How the Three Financial Statements Connect: A Beginner’s Guide to Understanding a Company’s True Financial Health

 

Whether you’re an investor, a student of finance, or someone curious about how companies work, understanding financial statements is essential. A company’s annual report contains three key statements:

  1. Profit & Loss Statement (P&L)

  2. Balance Sheet

  3. Cash Flow Statement

While each statement provides unique insights, they are deeply interconnected. Studying them together gives you a complete picture of a company’s performance, stability, and long-term prospects.

This guide explains how these three statements work individually—and more importantly—how they connect to one another.
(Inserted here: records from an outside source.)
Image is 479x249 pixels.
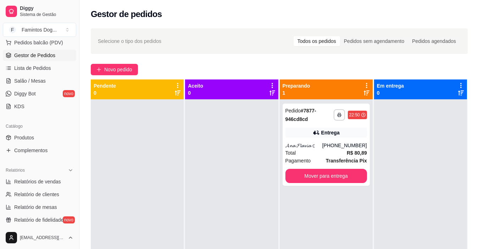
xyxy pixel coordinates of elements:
[188,89,203,97] p: 0
[97,67,102,72] span: plus
[3,132,76,143] a: Produtos
[323,142,367,149] div: [PHONE_NUMBER]
[94,82,116,89] p: Pendente
[286,108,317,122] strong: # 7877-946cd8cd
[3,23,76,37] button: Select a team
[3,3,76,20] a: DiggySistema de Gestão
[98,37,161,45] span: Selecione o tipo dos pedidos
[347,150,367,156] strong: R$ 80,89
[286,157,311,165] span: Pagamento
[14,103,24,110] span: KDS
[20,12,73,17] span: Sistema de Gestão
[14,134,34,141] span: Produtos
[14,65,51,72] span: Lista de Pedidos
[104,66,132,73] span: Novo pedido
[377,82,404,89] p: Em entrega
[3,101,76,112] a: KDS
[326,158,367,164] strong: Transferência Pix
[3,75,76,87] a: Salão / Mesas
[14,204,57,211] span: Relatório de mesas
[91,9,162,20] h2: Gestor de pedidos
[14,216,64,224] span: Relatório de fidelidade
[350,112,360,118] div: 22:50
[14,178,61,185] span: Relatórios de vendas
[3,176,76,187] a: Relatórios de vendas
[14,90,36,97] span: Diggy Bot
[14,52,55,59] span: Gestor de Pedidos
[188,82,203,89] p: Aceito
[286,149,296,157] span: Total
[22,26,57,33] div: Famintos Dog ...
[3,121,76,132] div: Catálogo
[94,89,116,97] p: 0
[3,202,76,213] a: Relatório de mesas
[3,145,76,156] a: Complementos
[14,77,46,84] span: Salão / Mesas
[3,189,76,200] a: Relatório de clientes
[286,108,301,114] span: Pedido
[294,36,340,46] div: Todos os pedidos
[3,214,76,226] a: Relatório de fidelidadenovo
[377,89,404,97] p: 0
[3,229,76,246] button: [EMAIL_ADDRESS][DOMAIN_NAME]
[91,64,138,75] button: Novo pedido
[3,37,76,48] button: Pedidos balcão (PDV)
[14,147,48,154] span: Complementos
[283,82,311,89] p: Preparando
[286,142,323,149] div: 𝓐𝓷𝓪 𝓕𝓵𝓪𝓿𝓲𝓪 ☾
[14,191,59,198] span: Relatório de clientes
[6,168,25,173] span: Relatórios
[322,129,340,136] div: Entrega
[340,36,409,46] div: Pedidos sem agendamento
[283,89,311,97] p: 1
[3,62,76,74] a: Lista de Pedidos
[9,26,16,33] span: F
[20,5,73,12] span: Diggy
[3,88,76,99] a: Diggy Botnovo
[286,169,367,183] button: Mover para entrega
[409,36,460,46] div: Pedidos agendados
[3,50,76,61] a: Gestor de Pedidos
[20,235,65,241] span: [EMAIL_ADDRESS][DOMAIN_NAME]
[14,39,63,46] span: Pedidos balcão (PDV)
1. Profit & Loss Statement: The Company’s Performance Story

The P&L (Income Statement) captures:

  • Revenue generated

  • Expenses incurred

  • Taxes paid

  • Final profit (PAT: Profit After Tax)

The bottom line—Profit After Tax—flows directly into the Balance Sheet, becoming part of the company’s reserves and surplus.

In simple terms:

▶ P&L Profit → Added to Equity (Reserves) in the Balance Sheet

This shows how much wealth the company created during the year.
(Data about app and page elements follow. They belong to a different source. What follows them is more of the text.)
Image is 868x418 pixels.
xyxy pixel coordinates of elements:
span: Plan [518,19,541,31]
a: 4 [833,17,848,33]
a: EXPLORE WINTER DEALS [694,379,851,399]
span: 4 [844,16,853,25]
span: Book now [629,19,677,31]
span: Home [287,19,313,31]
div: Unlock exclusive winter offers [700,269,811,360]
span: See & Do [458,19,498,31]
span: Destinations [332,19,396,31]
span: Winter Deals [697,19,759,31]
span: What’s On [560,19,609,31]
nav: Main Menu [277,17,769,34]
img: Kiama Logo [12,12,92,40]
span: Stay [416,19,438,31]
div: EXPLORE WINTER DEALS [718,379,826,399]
2. Balance Sheet: What the Company Owns and Owes

The balance sheet records:

  • Assets: What the company owns

  • Liabilities: What it owes

  • Equity: What belongs to shareholders

Assets include machinery, plants, land, cash, receivables, and investments.
Liabilities include borrowings, creditors, employee obligations, and taxes owed.

How P&L connects to the Balance Sheet:

  • Profits increase equity

  • Losses reduce equity

  • Inventory changes affect COGS

  • Receivables and payables reflect credit sales and purchases

The Balance Sheet also shows the company’s borrowing levels, which must be compared with the interest expense shown in the P&L.
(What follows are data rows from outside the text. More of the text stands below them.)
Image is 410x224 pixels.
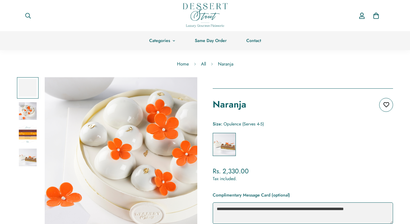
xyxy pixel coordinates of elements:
[183,3,228,27] img: Dessert Street
[213,166,249,176] span: Rs. 2,330.00
[213,191,290,198] label: Complimentary Message Card (optional)
[197,56,211,72] a: All
[237,31,271,50] a: Contact
[20,9,36,23] button: Search
[369,9,384,23] a: 0
[213,98,247,111] h1: Naranja
[213,133,236,156] label: Opulence (Serves 4-5)
[213,175,393,182] div: Tax included.
[185,31,237,50] a: Same Day Order
[224,121,264,127] span: Opulence (Serves 4-5)
[139,31,185,50] a: Categories
[172,56,194,72] a: Home
[379,98,393,112] button: Add to wishlist
[355,7,369,25] a: Account
[213,121,222,127] span: Size:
3. Cash Flow Statement: Real Cash Movement

The Cash Flow Statement removes all accounting adjustments and reveals actual cash generated or used during the year.

It is divided into three parts:

(a) Operating Activities

Cash generated from the business—sales, production, services.

Healthy companies always show positive operating cash flow.

(b) Investing Activities

Cash used to buy machinery, equipment, buildings, or long-term investments.

Growing companies usually have negative investing cash flow since they reinvest profits.

(c) Financing Activities

Shows how the company funds its operations:

  • Borrowing money

  • Repaying loans

  • Paying dividends

  • Issuing shares

Financing links back to the liabilities section of the Balance Sheet.


How the Three Statements Flow Into Each Other

Here’s how they are interconnected:

1. P&L → Balance Sheet

Profit adds to reserves (equity).
Loss reduces reserves.

2. Balance Sheet → Cash Flow

Changes in inventory, receivables, and payables directly affect operating cash flow.

3. Cash Flow → Balance Sheet

End-of-year cash balance in the Cash Flow Statement appears as “Cash & Cash Equivalents” under Current Assets.

4. Borrowings → P&L + Cash Flow + Balance Sheet

  • Borrowings appear as liabilities in the Balance Sheet

  • They generate interest expense in the P&L

  • Loan repayments appear in the Cash Flow Statement (financing section)

This seamless connection is why all three statements must be studied together.


Why Understanding This Connection Matters

When you analyze a company, don’t rely on one statement alone.

✔ A company may show profit but have poor cash flow
✔ A company may have huge assets but large borrowings
✔ A company may show growth but struggle to manage working capital

A smart investor checks all three statements to understand:

  • Long-term solvency

  • Short-term liquidity

  • Profitability

  • Cash strength

  • Debt burden

  • Growth potential

This holistic view helps you avoid companies that appear healthy on the surface but are financially weak underneath.


What You Should Pay Attention To

When studying the annual report, focus on:

In the P&L

  • Revenue trends

  • Operating expenses

  • Profit margins

  • Interest costs

  • Effective tax rate

In the Balance Sheet

  • Borrowings

  • Inventory levels

  • Receivables and payables

  • Capital employed

  • Reserves growth

In the Cash Flow Statement

  • Positive operating cash flow

  • Investment in long-term assets

  • Reasonable financing activity

  • Debt repayment vs. new borrowings

Each of these gives important clues about management quality and business stability.


Final Thoughts

Fundamental analysis becomes powerful when you stop reading financial statements in isolation and start connecting them.
The P&L explains performance.
The Balance Sheet explains financial position.
The Cash Flow Statement explains actual liquidity.

Together, they give you a 360° view of the business.

Mastering this three-statement connection will significantly improve your ability to judge companies, pick strong businesses, and become a confident long-term investor.